Mysius and co-writer/cinematographer Paul Guilhaume quickly dispatch with any semblance of realism, allowing Vicky to use nondescript witchcraft in order to witness the tortured queer relationship between her mother and aunt, allowing the audience to understand all the unstated tension that exists within this town. It is, to some extent, nonsensical in its concept and execution, but Mysius and her capable performers bring a humanity to this story that keep it afloat. She and Guilhaume are less interested in logic than emotion, their camera focusing on the distinct moments, minute and major, that create a lasting relationship. From the child seemingly toying with the very fabric of reality to the collection of adults repressing their real feelings due to shared trauma, its characters all exist in a fascinating moral gray zone. Its occasional melodramatic beats never detract from the ensemble’s natural chemistry, and the relationship between Exarchopoulos and Emati sings beautifully with or without words.

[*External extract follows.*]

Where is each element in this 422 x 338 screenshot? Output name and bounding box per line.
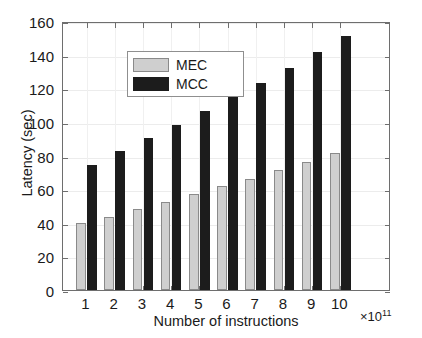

The way films like Tchaikovsky’s Wife, Fogo-Fátuo, and The Five Devils navigate melodrama while embracing quiet performances exists in direct contrast to one of the loudest films of the competition: Valeria Bruni Tedeschi’s Les Amandiers (titled Forever Young in English). With every scene, Tedeschi’s film seems designed to shout what the characters are thinking at the viewer, with its admittedly talented cast performing each moment as though it was their only chance to shine. This is, in part, because the film’s theme allows for it, focusing on the relationships between a number of students accepted into a prestigious acting school, and in part because the film has no understanding of how to modulate between comedy and tragedy.

Les Amandiers isn’t so far removed from early Bret Easton Ellis novels like Less Than Zero or The Rules of Attraction in its depiction of raucous youths who are both into and at odds with each other. There’s all the sex, drugs, and violence of his work, but without any incisive commentary on what exactly draws its characters to acting other than the allure of stardom. Despite being based on a real place (Les Amadiers being a very real acting school run by Patrice Chéreau and Pierre Romans), much of the film feels like a retread. Tedeschi draws out some fascinating and committed performances from every young actor she works with here, but their characters eventually grow exhausting to watch and like the film itself, we may not be able to decide whether to hold contempt or affection for them.

These films, while overwhelmingly different from one another, only exist in conversation because of the arbitrary selection of the Queer Palm competition. But how is Cannes defining queerness here? Is it simply inclusion of LGBTQ+ characters or does it go deeper than that and into how the filmmakers approach telling stories of otherness? Cannot Tchaikovsky’s (presumably straight) wife and her experiences in a world that isolates her because of her desire be considered queer in and of itself? Cannot Albert Serra’s Pacifiction, with its offbeat comic sensibility and astute exploration of the liminal spaces created by colonialist exploitation of native lands, be considered a queering of the typical sociopolitical thriller?

Or what about those that were not in competition for this award, like David Cronenberg’s Crimes of the Future? That film—fixated on the euphoria, the politics, and the trauma that comes with having and changing a body—is more distinctly queer to me than anything Dhont has made. Neither I nor the ever-shifting juries in charge of selecting a winner can concretely define this term, but that’s precisely what makes the wide breadth of films in each selection so gratifying. Even when the winner is your typical melodrama, there’s a chance of discovering something as thrilling as Rodeo’s extensive BMX bike stunts or Fogo-Fátuo’s couple sixty-nineing in the remains of a forest fire.